Just some directions of thought from an general infrastructure point of view:
If you have many users, essentially receiving the very same information, both pulling and pushing is fine and come with their own challenges.
Pulling
When you pull (i.e many users make "is there something new"-requests via js), you want to cache the response a lot, so that you save app overhead (like fetching from db and stuff). Caching introduces the complexity of having to manage caches: i.e you need to invalidate the cache / you have to make sure that when the cache is cold (because you invalidated it or it reached its TTL), not all parrallel requests that you receive while the cache is cold make it so that your app is rewarming the cache for those requests individuelly. Pulling, in general, has the downside of having some kind of interval (eg every 5 sec), that makes it not realtime.
Solution A: Extra infra
Introduce something to your infra thats designed for exactly this. Varnish is, for example, an HTTP cache that is absurd fast and also has this feature named coalescending requests (so if many people want X, only one request reaches your app for X). It also can serve stale caches, while it refreshes them in the background (i.e against your app). It's great, but makes your infrastructure much more complex and has a learning curve
Solution B: Make it cheap to pull
You could also make it so that the piece that collects the fresh info, is run independently from the requests that access this info. For example you could have a Job/Scheduler that runs every few seconds and updates a cache-entry. Your route that handles the pull-requests can then just return whatever is cached. This still means you run laravel for every single request, but try to make it as quick as possible.
Pushing
Pushing has the big advantage of feeling more realtime. You push some info just as it happens. On the other hand, in HTTP there isn't really of way for a server to reach out to a client by itself. The connection had to be created by the client. Most websocket-solutions like Laravel Reverb are basicly a process that keeps running on your server, and keeps incomming connections to subscribers alive. So if you have 1k persons waiting for something to happen, you have 1k connections on your server blocked. If the information to be sent is super individual, pushing doesn't really save ressources. If everybody gets his custom message, you still have to run something for each individual person AND keep those connections open all the time. Maintaining this load and configuring your servers for Laravel Reverb isnt always too easy.
So in a nutshell
If you pull, you transmit a lot of wasted data (i.e when nothing changed), but free your ressources right after you send your new ping, while with pushing you send less but keep those connections open all the time. There are scenarios for both situations and it really depends on the number of users, how you are hosting your app and what is important from your users point of view (is waiting 1-5 seconds fine? how critical is data usage?)
If you just want to get going and have something quick and easy, I would suggest Pull B as a starting point.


Skip the pictures. Give all the data again exactly.

++++++++++++++++++++

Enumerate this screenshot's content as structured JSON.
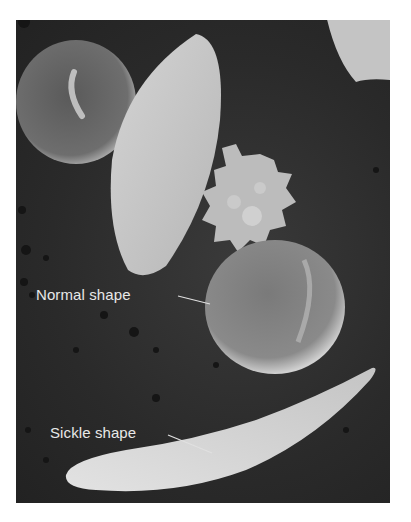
{
  "figure": {
    "labels": [
      {
        "id": "normal",
        "text": "Normal shape"
      },
      {
        "id": "sickle",
        "text": "Sickle shape"
      }
    ],
    "colors": {
      "background": "#2a2a2a",
      "cell": "#c8c8c8",
      "label_text": "#e8e8e8",
      "page": "#ffffff"
    }
  }
}
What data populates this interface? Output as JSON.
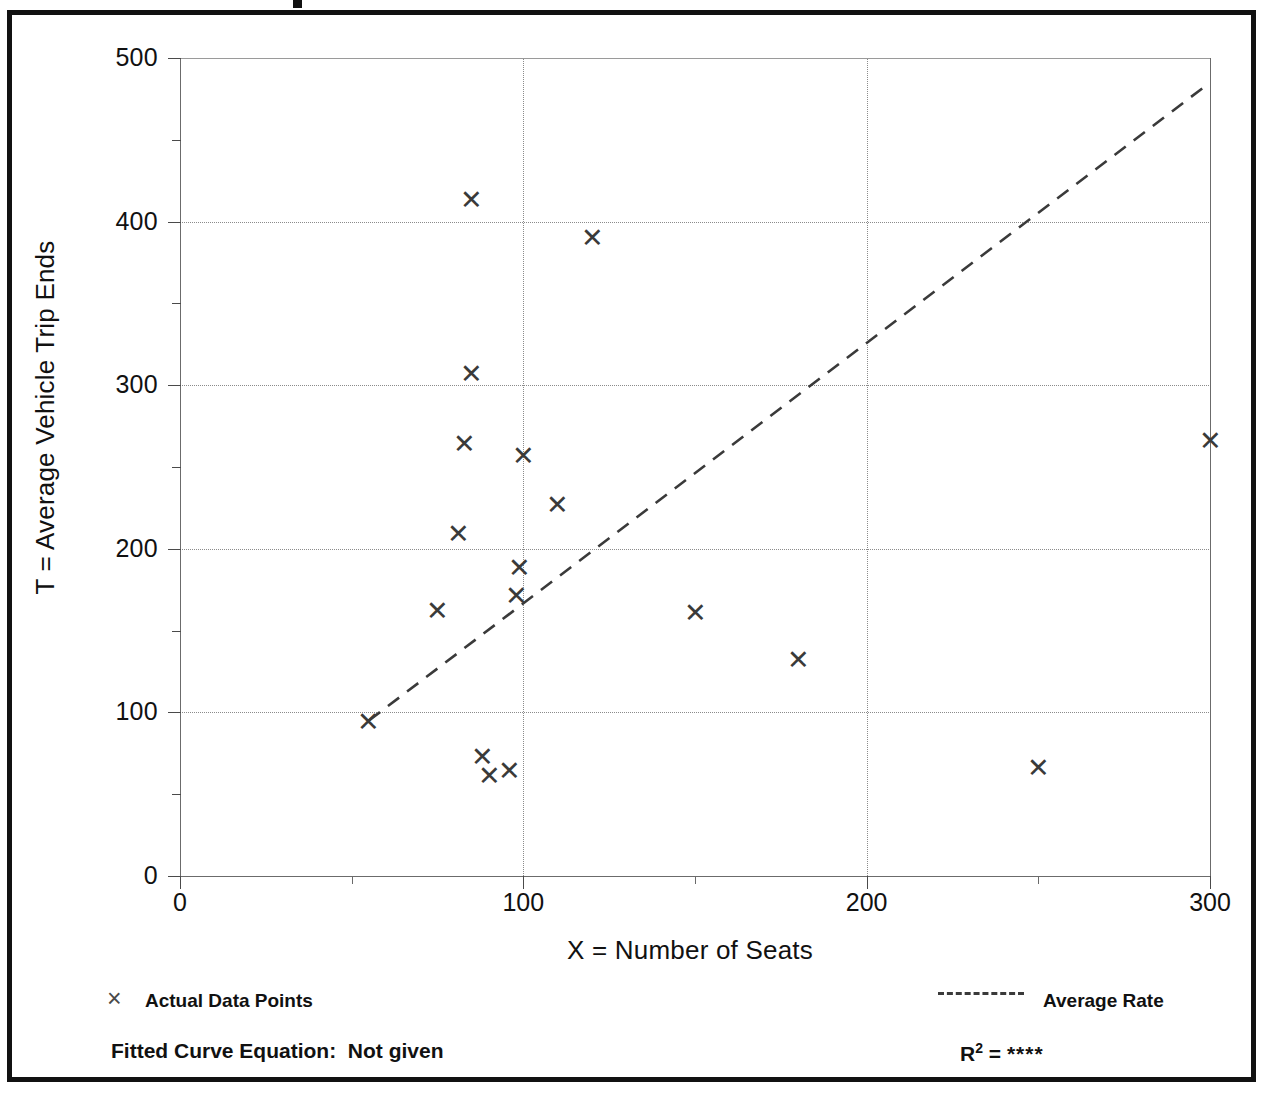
{
  "figure": {
    "frame_color": "#111111",
    "background": "#ffffff",
    "title_fragment_visible": true
  },
  "axes": {
    "y_title": "T = Average Vehicle Trip Ends",
    "x_title": "X = Number of Seats",
    "y_ticks": [
      0,
      100,
      200,
      300,
      400,
      500
    ],
    "y_minor_ticks": [
      50,
      150,
      250,
      350,
      450
    ],
    "x_ticks": [
      0,
      100,
      200,
      300
    ],
    "x_minor_ticks": [
      50,
      150,
      250
    ]
  },
  "legend": {
    "data_marker": "×",
    "data_label": "Actual Data Points",
    "line_label": "Average Rate"
  },
  "footer": {
    "fitted_equation_label": "Fitted Curve Equation:",
    "fitted_equation_value": "Not given",
    "r2_label": "R",
    "r2_exponent": "2",
    "r2_equals": "=",
    "r2_value": "****"
  },
  "chart_data": {
    "type": "scatter",
    "title": "",
    "xlabel": "X = Number of Seats",
    "ylabel": "T = Average Vehicle Trip Ends",
    "xlim": [
      0,
      300
    ],
    "ylim": [
      0,
      500
    ],
    "grid": true,
    "x_major_step": 100,
    "y_major_step": 100,
    "legend_position": "below-plot",
    "series": [
      {
        "name": "Actual Data Points",
        "marker": "x",
        "color": "#3a3a3a",
        "points": [
          {
            "x": 55,
            "y": 94
          },
          {
            "x": 75,
            "y": 162
          },
          {
            "x": 85,
            "y": 413
          },
          {
            "x": 85,
            "y": 307
          },
          {
            "x": 83,
            "y": 264
          },
          {
            "x": 81,
            "y": 209
          },
          {
            "x": 88,
            "y": 73
          },
          {
            "x": 90,
            "y": 61
          },
          {
            "x": 96,
            "y": 64
          },
          {
            "x": 98,
            "y": 171
          },
          {
            "x": 99,
            "y": 188
          },
          {
            "x": 100,
            "y": 257
          },
          {
            "x": 110,
            "y": 227
          },
          {
            "x": 120,
            "y": 390
          },
          {
            "x": 150,
            "y": 161
          },
          {
            "x": 180,
            "y": 132
          },
          {
            "x": 250,
            "y": 66
          },
          {
            "x": 300,
            "y": 266
          }
        ]
      }
    ],
    "trend_line": {
      "name": "Average Rate",
      "style": "dashed",
      "color": "#3a3a3a",
      "x_start": 55,
      "y_start": 95,
      "x_end": 300,
      "y_end": 485
    }
  }
}
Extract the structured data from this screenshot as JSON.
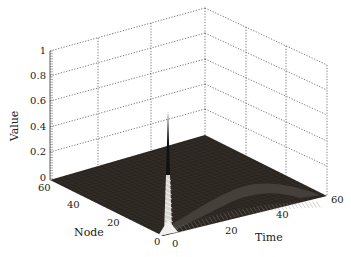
{
  "chart_data": {
    "type": "surface3d",
    "title": "",
    "xlabel": "Time",
    "ylabel": "Node",
    "zlabel": "Value",
    "xlim": [
      0,
      60
    ],
    "ylim": [
      0,
      60
    ],
    "zlim": [
      0,
      1
    ],
    "x_ticks": [
      "0",
      "20",
      "40",
      "60"
    ],
    "y_ticks": [
      "0",
      "20",
      "40",
      "60"
    ],
    "z_ticks": [
      "0",
      "0.2",
      "0.4",
      "0.6",
      "0.8",
      "1"
    ],
    "grid": true,
    "colormap": "dark (near-black surface with white mesh edges)",
    "peak": {
      "time": 0,
      "node": 0,
      "value": 0.65
    },
    "surface_color": "#2a2520",
    "mesh_color": "#ffffff"
  },
  "labels": {
    "value": "Value",
    "node": "Node",
    "time": "Time"
  },
  "ticks": {
    "z": [
      "0",
      "0.2",
      "0.4",
      "0.6",
      "0.8",
      "1"
    ],
    "node": [
      "60",
      "40",
      "20",
      "0"
    ],
    "time": [
      "0",
      "20",
      "40",
      "60"
    ]
  }
}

++++++++++++++++++++

= Written response =
Enumerate this screenshot's content as structured JSON.
{
  "figure": {
    "labels": [
      {
        "id": "normal",
        "text": "Normal shape"
      },
      {
        "id": "sickle",
        "text": "Sickle shape"
      }
    ],
    "colors": {
      "background": "#2a2a2a",
      "cell": "#c8c8c8",
      "label_text": "#e8e8e8",
      "page": "#ffffff"
    }
  }
}
What data populates this interface? Output as JSON.
{
  "figure": {
    "frame_color": "#111111",
    "background": "#ffffff",
    "title_fragment_visible": true
  },
  "axes": {
    "y_title": "T = Average Vehicle Trip Ends",
    "x_title": "X = Number of Seats",
    "y_ticks": [
      0,
      100,
      200,
      300,
      400,
      500
    ],
    "y_minor_ticks": [
      50,
      150,
      250,
      350,
      450
    ],
    "x_ticks": [
      0,
      100,
      200,
      300
    ],
    "x_minor_ticks": [
      50,
      150,
      250
    ]
  },
  "legend": {
    "data_marker": "×",
    "data_label": "Actual Data Points",
    "line_label": "Average Rate"
  },
  "footer": {
    "fitted_equation_label": "Fitted Curve Equation:",
    "fitted_equation_value": "Not given",
    "r2_label": "R",
    "r2_exponent": "2",
    "r2_equals": "=",
    "r2_value": "****"
  },
  "chart_data": {
    "type": "scatter",
    "title": "",
    "xlabel": "X = Number of Seats",
    "ylabel": "T = Average Vehicle Trip Ends",
    "xlim": [
      0,
      300
    ],
    "ylim": [
      0,
      500
    ],
    "grid": true,
    "x_major_step": 100,
    "y_major_step": 100,
    "legend_position": "below-plot",
    "series": [
      {
        "name": "Actual Data Points",
        "marker": "x",
        "color": "#3a3a3a",
        "points": [
          {
            "x": 55,
            "y": 94
          },
          {
            "x": 75,
            "y": 162
          },
          {
            "x": 85,
            "y": 413
          },
          {
            "x": 85,
            "y": 307
          },
          {
            "x": 83,
            "y": 264
          },
          {
            "x": 81,
            "y": 209
          },
          {
            "x": 88,
            "y": 73
          },
          {
            "x": 90,
            "y": 61
          },
          {
            "x": 96,
            "y": 64
          },
          {
            "x": 98,
            "y": 171
          },
          {
            "x": 99,
            "y": 188
          },
          {
            "x": 100,
            "y": 257
          },
          {
            "x": 110,
            "y": 227
          },
          {
            "x": 120,
            "y": 390
          },
          {
            "x": 150,
            "y": 161
          },
          {
            "x": 180,
            "y": 132
          },
          {
            "x": 250,
            "y": 66
          },
          {
            "x": 300,
            "y": 266
          }
        ]
      }
    ],
    "trend_line": {
      "name": "Average Rate",
      "style": "dashed",
      "color": "#3a3a3a",
      "x_start": 55,
      "y_start": 95,
      "x_end": 300,
      "y_end": 485
    }
  }
}
Extract the structured data from this screenshot as JSON.
{
  "chart_data": {
    "type": "surface3d",
    "title": "",
    "xlabel": "Time",
    "ylabel": "Node",
    "zlabel": "Value",
    "xlim": [
      0,
      60
    ],
    "ylim": [
      0,
      60
    ],
    "zlim": [
      0,
      1
    ],
    "x_ticks": [
      "0",
      "20",
      "40",
      "60"
    ],
    "y_ticks": [
      "0",
      "20",
      "40",
      "60"
    ],
    "z_ticks": [
      "0",
      "0.2",
      "0.4",
      "0.6",
      "0.8",
      "1"
    ],
    "grid": true,
    "colormap": "dark (near-black surface with white mesh edges)",
    "peak": {
      "time": 0,
      "node": 0,
      "value": 0.65
    },
    "surface_color": "#2a2520",
    "mesh_color": "#ffffff"
  },
  "labels": {
    "value": "Value",
    "node": "Node",
    "time": "Time"
  },
  "ticks": {
    "z": [
      "0",
      "0.2",
      "0.4",
      "0.6",
      "0.8",
      "1"
    ],
    "node": [
      "60",
      "40",
      "20",
      "0"
    ],
    "time": [
      "0",
      "20",
      "40",
      "60"
    ]
  }
}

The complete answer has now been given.